23 January 2010

I Can't Time Travel

I won't know all the specifics, all the actual living details of how my father travelled, what he was feeling. I can't time travel and sit on his shoulders so there will be moments when I have to imagine how the facts played out. My husband advised me that this should not just be an almanack of data and documents. It's not just a dossier of a journey.

My dad died in September 1992 of complications from tuberculosis. At the time of writing this, I will be twice the age I was when he passed away and isn't that already an extra life for me? My memory of him is already half fact, half fantasy. He is both a dead, lost archaism as well as a chiseled in stone mythical being. He always had that quality when I was a child because he was either at work or somewhere else - visiting the homeland - or dividing his time between his migrant peers and helping people write letters to their loved ones in Bengali. And when he remarried, I did not see or hear from him for nearly three years. So, once quantified, I only really knew him for twelve or so years. I suppose, I feel cheated.

This, then, is my desire to spend a bit more time in his company. To understand him and to mark him as a legend, a heroic wayfarer whose story will tell all the migrants' stories. It might charm the generations who followed, be they the descendants of those first settlers or those embarking on their own today to other places, to have a figurehead, a god-like superhero about whom they can tell their children as bedtime stories, just as they do with Zeus or Jesus.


What is being asked: When you copy the data that follows, reproduce every word exactly and leave out the images.

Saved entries
○ ○ ○ ○ ○ ○ ○
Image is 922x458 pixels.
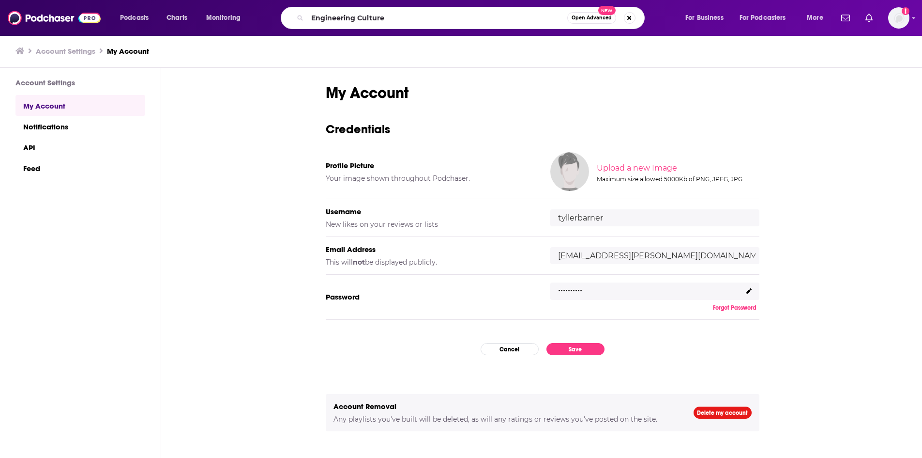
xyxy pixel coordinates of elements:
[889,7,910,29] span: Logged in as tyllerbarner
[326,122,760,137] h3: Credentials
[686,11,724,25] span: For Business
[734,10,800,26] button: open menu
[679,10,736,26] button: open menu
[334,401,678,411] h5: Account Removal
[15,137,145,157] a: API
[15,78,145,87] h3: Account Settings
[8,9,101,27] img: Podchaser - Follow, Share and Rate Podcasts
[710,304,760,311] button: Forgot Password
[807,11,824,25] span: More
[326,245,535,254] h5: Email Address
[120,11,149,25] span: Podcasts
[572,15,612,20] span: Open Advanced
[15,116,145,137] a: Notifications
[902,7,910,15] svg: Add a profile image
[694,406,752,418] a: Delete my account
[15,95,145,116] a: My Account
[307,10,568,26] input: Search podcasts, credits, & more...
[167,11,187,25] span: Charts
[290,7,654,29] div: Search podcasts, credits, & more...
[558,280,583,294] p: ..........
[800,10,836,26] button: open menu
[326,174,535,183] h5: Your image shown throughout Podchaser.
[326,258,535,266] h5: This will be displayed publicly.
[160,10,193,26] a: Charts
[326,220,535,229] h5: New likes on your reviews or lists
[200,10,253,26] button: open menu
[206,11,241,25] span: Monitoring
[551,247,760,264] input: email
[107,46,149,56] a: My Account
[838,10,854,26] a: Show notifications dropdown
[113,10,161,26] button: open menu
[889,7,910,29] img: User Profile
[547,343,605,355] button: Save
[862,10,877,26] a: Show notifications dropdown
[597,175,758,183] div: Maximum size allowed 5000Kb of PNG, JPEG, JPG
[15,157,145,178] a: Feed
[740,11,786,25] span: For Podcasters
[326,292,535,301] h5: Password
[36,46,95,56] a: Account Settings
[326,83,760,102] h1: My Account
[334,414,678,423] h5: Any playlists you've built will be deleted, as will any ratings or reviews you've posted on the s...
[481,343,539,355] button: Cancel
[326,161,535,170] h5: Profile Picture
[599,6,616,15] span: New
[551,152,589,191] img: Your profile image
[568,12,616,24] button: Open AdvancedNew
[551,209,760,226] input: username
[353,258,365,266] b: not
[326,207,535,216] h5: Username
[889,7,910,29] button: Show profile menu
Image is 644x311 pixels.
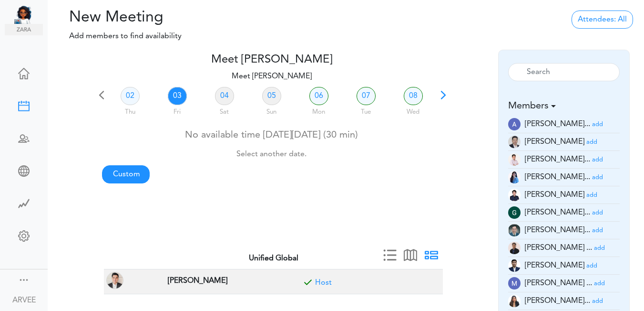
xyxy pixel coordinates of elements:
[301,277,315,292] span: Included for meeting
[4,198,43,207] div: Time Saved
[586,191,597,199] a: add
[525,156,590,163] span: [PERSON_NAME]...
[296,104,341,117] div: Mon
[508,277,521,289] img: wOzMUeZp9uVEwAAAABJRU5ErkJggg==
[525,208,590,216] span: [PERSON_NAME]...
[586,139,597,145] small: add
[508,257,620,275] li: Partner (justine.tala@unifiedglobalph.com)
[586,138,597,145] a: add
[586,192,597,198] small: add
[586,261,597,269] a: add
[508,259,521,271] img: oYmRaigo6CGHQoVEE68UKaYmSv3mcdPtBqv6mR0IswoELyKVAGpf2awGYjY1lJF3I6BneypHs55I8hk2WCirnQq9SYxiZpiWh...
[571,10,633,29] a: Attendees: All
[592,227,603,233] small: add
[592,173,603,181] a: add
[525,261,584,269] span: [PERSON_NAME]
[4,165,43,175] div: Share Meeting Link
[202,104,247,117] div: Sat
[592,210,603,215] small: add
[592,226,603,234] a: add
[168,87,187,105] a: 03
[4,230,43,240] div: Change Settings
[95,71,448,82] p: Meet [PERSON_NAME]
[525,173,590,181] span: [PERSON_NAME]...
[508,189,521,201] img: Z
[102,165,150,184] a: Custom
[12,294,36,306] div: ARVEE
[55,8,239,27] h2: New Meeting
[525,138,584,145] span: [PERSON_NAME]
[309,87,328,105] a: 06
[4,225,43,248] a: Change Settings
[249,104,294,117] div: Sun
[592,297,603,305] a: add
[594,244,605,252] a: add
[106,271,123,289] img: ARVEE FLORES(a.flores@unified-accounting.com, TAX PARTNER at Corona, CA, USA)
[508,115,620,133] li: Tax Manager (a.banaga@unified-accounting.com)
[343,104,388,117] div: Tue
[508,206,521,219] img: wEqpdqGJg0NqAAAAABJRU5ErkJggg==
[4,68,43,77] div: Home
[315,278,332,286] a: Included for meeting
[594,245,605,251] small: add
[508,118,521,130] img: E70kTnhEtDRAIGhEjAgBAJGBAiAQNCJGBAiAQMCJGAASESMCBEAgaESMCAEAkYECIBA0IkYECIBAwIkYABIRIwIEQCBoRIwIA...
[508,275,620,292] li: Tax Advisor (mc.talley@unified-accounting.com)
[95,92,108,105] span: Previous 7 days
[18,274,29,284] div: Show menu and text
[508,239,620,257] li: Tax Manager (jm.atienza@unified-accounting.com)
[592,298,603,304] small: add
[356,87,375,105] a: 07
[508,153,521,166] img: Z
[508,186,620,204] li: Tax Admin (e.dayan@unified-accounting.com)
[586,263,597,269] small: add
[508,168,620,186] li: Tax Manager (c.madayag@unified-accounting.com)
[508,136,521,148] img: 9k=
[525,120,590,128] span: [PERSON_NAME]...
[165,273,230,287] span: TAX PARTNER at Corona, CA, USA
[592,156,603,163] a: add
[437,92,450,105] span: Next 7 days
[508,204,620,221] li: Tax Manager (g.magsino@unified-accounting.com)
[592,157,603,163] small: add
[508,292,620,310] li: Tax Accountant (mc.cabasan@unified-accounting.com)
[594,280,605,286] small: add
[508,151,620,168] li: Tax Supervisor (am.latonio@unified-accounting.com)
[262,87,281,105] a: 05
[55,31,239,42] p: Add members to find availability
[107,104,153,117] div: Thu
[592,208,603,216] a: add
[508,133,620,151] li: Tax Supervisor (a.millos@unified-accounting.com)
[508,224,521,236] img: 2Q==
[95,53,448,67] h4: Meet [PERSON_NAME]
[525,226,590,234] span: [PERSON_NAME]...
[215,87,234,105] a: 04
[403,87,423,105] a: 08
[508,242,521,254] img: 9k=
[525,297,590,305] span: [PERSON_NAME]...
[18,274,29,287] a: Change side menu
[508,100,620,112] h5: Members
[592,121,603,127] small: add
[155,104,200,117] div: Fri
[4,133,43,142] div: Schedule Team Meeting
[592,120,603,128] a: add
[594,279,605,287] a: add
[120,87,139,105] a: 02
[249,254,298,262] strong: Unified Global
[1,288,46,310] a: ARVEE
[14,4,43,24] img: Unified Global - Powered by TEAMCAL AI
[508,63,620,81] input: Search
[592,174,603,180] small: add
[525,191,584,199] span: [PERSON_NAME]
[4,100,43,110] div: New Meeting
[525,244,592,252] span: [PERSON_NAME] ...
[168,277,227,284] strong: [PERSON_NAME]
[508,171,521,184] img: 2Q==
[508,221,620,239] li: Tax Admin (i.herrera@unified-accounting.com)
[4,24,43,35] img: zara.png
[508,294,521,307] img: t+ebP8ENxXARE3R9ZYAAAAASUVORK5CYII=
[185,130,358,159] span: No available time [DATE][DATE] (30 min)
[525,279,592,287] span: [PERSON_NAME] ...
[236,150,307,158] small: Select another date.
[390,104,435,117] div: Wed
○ ○ ○ ○ ○ ○ ○
Result for this exercise:
Image is 922x458 pixels.
xyxy pixel coordinates of elements:
[889,7,910,29] span: Logged in as tyllerbarner
[326,122,760,137] h3: Credentials
[686,11,724,25] span: For Business
[734,10,800,26] button: open menu
[679,10,736,26] button: open menu
[334,401,678,411] h5: Account Removal
[15,137,145,157] a: API
[15,78,145,87] h3: Account Settings
[8,9,101,27] img: Podchaser - Follow, Share and Rate Podcasts
[710,304,760,311] button: Forgot Password
[807,11,824,25] span: More
[326,245,535,254] h5: Email Address
[120,11,149,25] span: Podcasts
[572,15,612,20] span: Open Advanced
[15,116,145,137] a: Notifications
[902,7,910,15] svg: Add a profile image
[694,406,752,418] a: Delete my account
[15,95,145,116] a: My Account
[307,10,568,26] input: Search podcasts, credits, & more...
[167,11,187,25] span: Charts
[290,7,654,29] div: Search podcasts, credits, & more...
[558,280,583,294] p: ..........
[800,10,836,26] button: open menu
[326,174,535,183] h5: Your image shown throughout Podchaser.
[326,258,535,266] h5: This will be displayed publicly.
[160,10,193,26] a: Charts
[326,220,535,229] h5: New likes on your reviews or lists
[200,10,253,26] button: open menu
[206,11,241,25] span: Monitoring
[551,247,760,264] input: email
[107,46,149,56] a: My Account
[838,10,854,26] a: Show notifications dropdown
[113,10,161,26] button: open menu
[889,7,910,29] img: User Profile
[547,343,605,355] button: Save
[862,10,877,26] a: Show notifications dropdown
[597,175,758,183] div: Maximum size allowed 5000Kb of PNG, JPEG, JPG
[15,157,145,178] a: Feed
[740,11,786,25] span: For Podcasters
[326,292,535,301] h5: Password
[36,46,95,56] a: Account Settings
[326,83,760,102] h1: My Account
[334,414,678,423] h5: Any playlists you've built will be deleted, as will any ratings or reviews you've posted on the s...
[481,343,539,355] button: Cancel
[326,161,535,170] h5: Profile Picture
[599,6,616,15] span: New
[551,152,589,191] img: Your profile image
[568,12,616,24] button: Open AdvancedNew
[551,209,760,226] input: username
[353,258,365,266] b: not
[326,207,535,216] h5: Username
[889,7,910,29] button: Show profile menu
Image is 644x311 pixels.
xyxy pixel coordinates of elements:
[301,277,315,292] span: Included for meeting
[4,198,43,207] div: Time Saved
[586,191,597,199] a: add
[525,156,590,163] span: [PERSON_NAME]...
[296,104,341,117] div: Mon
[508,277,521,289] img: wOzMUeZp9uVEwAAAABJRU5ErkJggg==
[525,208,590,216] span: [PERSON_NAME]...
[586,139,597,145] small: add
[508,257,620,275] li: Partner (justine.tala@unifiedglobalph.com)
[586,138,597,145] a: add
[586,192,597,198] small: add
[586,261,597,269] a: add
[508,259,521,271] img: oYmRaigo6CGHQoVEE68UKaYmSv3mcdPtBqv6mR0IswoELyKVAGpf2awGYjY1lJF3I6BneypHs55I8hk2WCirnQq9SYxiZpiWh...
[571,10,633,29] a: Attendees: All
[592,227,603,233] small: add
[592,173,603,181] a: add
[525,261,584,269] span: [PERSON_NAME]
[4,165,43,175] div: Share Meeting Link
[202,104,247,117] div: Sat
[592,210,603,215] small: add
[592,226,603,234] a: add
[168,87,187,105] a: 03
[4,230,43,240] div: Change Settings
[95,71,448,82] p: Meet [PERSON_NAME]
[525,173,590,181] span: [PERSON_NAME]...
[508,189,521,201] img: Z
[102,165,150,184] a: Custom
[12,294,36,306] div: ARVEE
[55,8,239,27] h2: New Meeting
[525,138,584,145] span: [PERSON_NAME]
[309,87,328,105] a: 06
[4,225,43,248] a: Change Settings
[249,104,294,117] div: Sun
[592,297,603,305] a: add
[594,244,605,252] a: add
[106,271,123,289] img: ARVEE FLORES(a.flores@unified-accounting.com, TAX PARTNER at Corona, CA, USA)
[508,115,620,133] li: Tax Manager (a.banaga@unified-accounting.com)
[343,104,388,117] div: Tue
[508,206,521,219] img: wEqpdqGJg0NqAAAAABJRU5ErkJggg==
[4,68,43,77] div: Home
[315,278,332,286] a: Included for meeting
[594,245,605,251] small: add
[508,118,521,130] img: E70kTnhEtDRAIGhEjAgBAJGBAiAQNCJGBAiAQMCJGAASESMCBEAgaESMCAEAkYECIBA0IkYECIBAwIkYABIRIwIEQCBoRIwIA...
[508,275,620,292] li: Tax Advisor (mc.talley@unified-accounting.com)
[95,92,108,105] span: Previous 7 days
[18,274,29,284] div: Show menu and text
[508,239,620,257] li: Tax Manager (jm.atienza@unified-accounting.com)
[592,298,603,304] small: add
[356,87,375,105] a: 07
[508,153,521,166] img: Z
[508,186,620,204] li: Tax Admin (e.dayan@unified-accounting.com)
[586,263,597,269] small: add
[508,168,620,186] li: Tax Manager (c.madayag@unified-accounting.com)
[508,136,521,148] img: 9k=
[525,120,590,128] span: [PERSON_NAME]...
[165,273,230,287] span: TAX PARTNER at Corona, CA, USA
[592,156,603,163] a: add
[437,92,450,105] span: Next 7 days
[508,204,620,221] li: Tax Manager (g.magsino@unified-accounting.com)
[592,157,603,163] small: add
[508,292,620,310] li: Tax Accountant (mc.cabasan@unified-accounting.com)
[594,280,605,286] small: add
[508,151,620,168] li: Tax Supervisor (am.latonio@unified-accounting.com)
[262,87,281,105] a: 05
[55,31,239,42] p: Add members to find availability
[107,104,153,117] div: Thu
[592,208,603,216] a: add
[508,133,620,151] li: Tax Supervisor (a.millos@unified-accounting.com)
[508,224,521,236] img: 2Q==
[95,53,448,67] h4: Meet [PERSON_NAME]
[525,226,590,234] span: [PERSON_NAME]...
[215,87,234,105] a: 04
[403,87,423,105] a: 08
[508,242,521,254] img: 9k=
[525,297,590,305] span: [PERSON_NAME]...
[18,274,29,287] a: Change side menu
[508,100,620,112] h5: Members
[592,121,603,127] small: add
[155,104,200,117] div: Fri
[4,133,43,142] div: Schedule Team Meeting
[592,120,603,128] a: add
[594,279,605,287] a: add
[120,87,139,105] a: 02
[249,254,298,262] strong: Unified Global
[1,288,46,310] a: ARVEE
[14,4,43,24] img: Unified Global - Powered by TEAMCAL AI
[508,63,620,81] input: Search
[592,174,603,180] small: add
[525,191,584,199] span: [PERSON_NAME]
[4,100,43,110] div: New Meeting
[525,244,592,252] span: [PERSON_NAME] ...
[168,277,227,284] strong: [PERSON_NAME]
[508,171,521,184] img: 2Q==
[508,221,620,239] li: Tax Admin (i.herrera@unified-accounting.com)
[4,24,43,35] img: zara.png
[508,294,521,307] img: t+ebP8ENxXARE3R9ZYAAAAASUVORK5CYII=
[185,130,358,159] span: No available time [DATE][DATE] (30 min)
[525,279,592,287] span: [PERSON_NAME] ...
[236,150,307,158] small: Select another date.
[390,104,435,117] div: Wed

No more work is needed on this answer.